British Columbia launches much-damned, $8.8 billion dam project

Thursday, December 18, 2014

Seattle PI

Canada is a nation long addicted to think-big mega-projects that put prime ministers and provincial premiers into the history books, either as visionary architects of prosperity or rubes and despoilers.

British Columbia Premier Christy Clark announced this week that province-owned B.C. Hydro will build an $8.8 billion (Canadian) dam on the Peace River in northeastern B.C. It will be the largest infrastructure project in the history of Canada’s “province on the Pacific.”

“It was not an easy decision to come to. In order for our economy to grow, we need to ensure there is power,” Clark told a news conference/booster rally earlier this week.

Unlike the scene a half-century ago — when power projects on the Columbia River system did vast environmental damage — the so-called Site C dam faces major opposition.

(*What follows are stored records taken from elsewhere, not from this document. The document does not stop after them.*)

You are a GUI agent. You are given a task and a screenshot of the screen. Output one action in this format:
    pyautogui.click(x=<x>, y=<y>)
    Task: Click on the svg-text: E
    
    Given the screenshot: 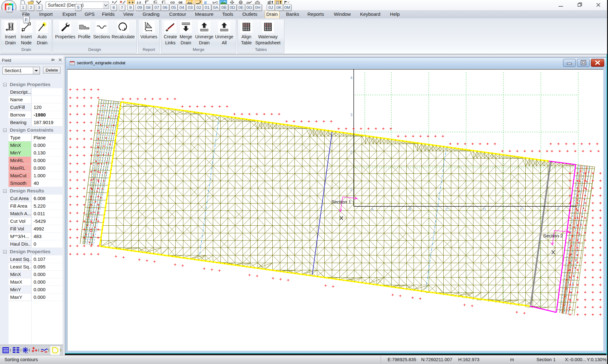 What is the action you would take?
    pyautogui.click(x=522, y=210)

Aboriginal First Nations, environmental groups and Peace River landowners vow a court fight to stop it.  Canadian courts have given Canada’s natives increasing clout over their ancestral hunting, fishing and ceremonial lands.

Site C would flood more than 60 miles of valley bottom, inundating 5,500 hectares of land — an area more than half the size of Vancouver — three quarters of it valuable agricultural land.

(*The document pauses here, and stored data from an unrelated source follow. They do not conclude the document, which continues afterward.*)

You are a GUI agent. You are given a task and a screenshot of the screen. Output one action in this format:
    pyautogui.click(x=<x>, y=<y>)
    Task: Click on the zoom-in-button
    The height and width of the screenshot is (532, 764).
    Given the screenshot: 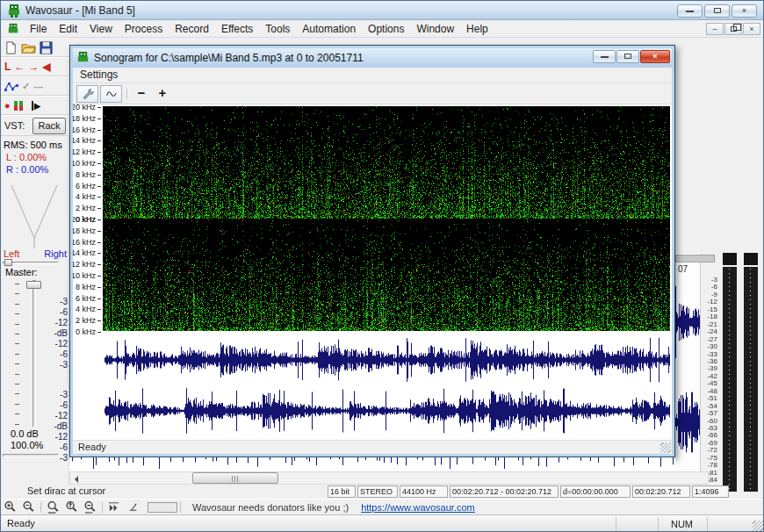 What is the action you would take?
    pyautogui.click(x=11, y=507)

“Most expensive mistake in British Columbia history — I look forward to the day when this dam project goes away,” Joe Foy, national campaign director for the Wilderness Committee, said on his Facebook page.

John Horgan, leader of the opposition New Democratic Party in the provincial legislature, argues that the provincial government has not looked at alternatives.  “We have an abundant number of choices.  The energy industry is transforming by the minute,” Horgan told thetyee.ca website.

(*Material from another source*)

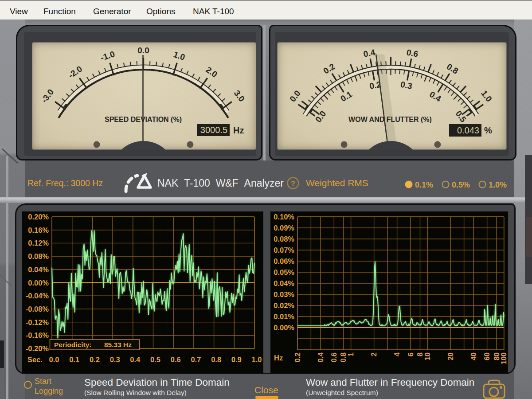 This screenshot has height=399, width=532. What do you see at coordinates (473, 356) in the screenshot?
I see `svg-text: 40` at bounding box center [473, 356].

The dam would generate an estimated 1,100 megawatts of power, enough to heat 450,000 homes.  “It is next to impossible for any other option to compete with it,” said B.C. Energy Minister Bill Bennett.

(“Kootenay Bill” Bennett was in the news last summer.  He insisted, for a time, that the breach of a tailings dam at the Mount Polley Mine, about 400 miles northeast of Vancouver, was not an environmental disaster.  The breach sent water and metal-contaminated sand into Quesnel Lake, home to one of the Fraser River’s great salmon runs.)

Dam-building has a controversial history in Canada.

Seattle and the Northwest get power on cold, dark winter days courtesy of the Columbia River Treaty.  The treaty, signed at the Peace Arch in 1964, provided for three storage dams in British Columbia.  The dams made possible construction of the giant Third Powerhouse at Grand Coulee Dam.

British Columbia Premier W.A.C. “Wacky” Bennett sold power, to which his province was entitled, to the United States. The sale was supposed to produce enough money to pay for the dams.

The pains of the treaty were borne north of the border.  The Mica Dam inundated more than 90 miles of the Columbia River, killing thousands of bear, moose, deer and migratory birds.  The province did not even log forests about to be inundated.

Orchards and farms were inundated by a dam on the Duncan River.  The lovely Arrow Lakes, on the Columbia River in southeastern B.C., were dammed, enlarged and given a fluctuating shoreline.  The lakes became famous for their duststorms during periods of draw down.

The bottom line: The payment for British Columbia’s power — Wacky Bennett waved a cardboard check in the air at the Peace Arch — was not enough to cover construction of the dams. Years later, a new B.C. government finally set up a fund to mitigate damage.

At Site C, B.C. Hydro has promised environmental mitigation, even turbines less likely to kill fish.  Still, farmers and ranchers stand to lose their land.  The province has promised $20 million to compensate for loss of agriculture land.

The Site C dam was originally proposed in the 1980s.  B.C. Hydro has two projects upstream on the Peace River.  It was, however, shelved by the province’s utilities commission.

The province hasn’t built a major hydro project since the Revelstoke Canyon Dam on the Columbia River was completed in 1984.

Two B.C. cabinet ministers endorsed Site C in October, saying “the benefits provided by the project outweigh the risks of significant adverse environmental, social and heritage effects.”

Unless you are Washington’s Elwha River, however, a reservoir is forever.  The Peace River is a master stream of Canada’s north.  A different perspective was recently offered by Max Fawcett, who served as an editor at the Chetwynd Echo, not far from the dam site.  He wrote:

“In the Peace, where the consequences of the dam’s construction will be felt most intimately, the ends come nowhere close to justifying the means.

“In fact, to many of its 22,000 residents, Site C is the Robin Hood principle in reverse, the rich stealing from the poor without even having the decency to look them in the eye while they’re doing it.”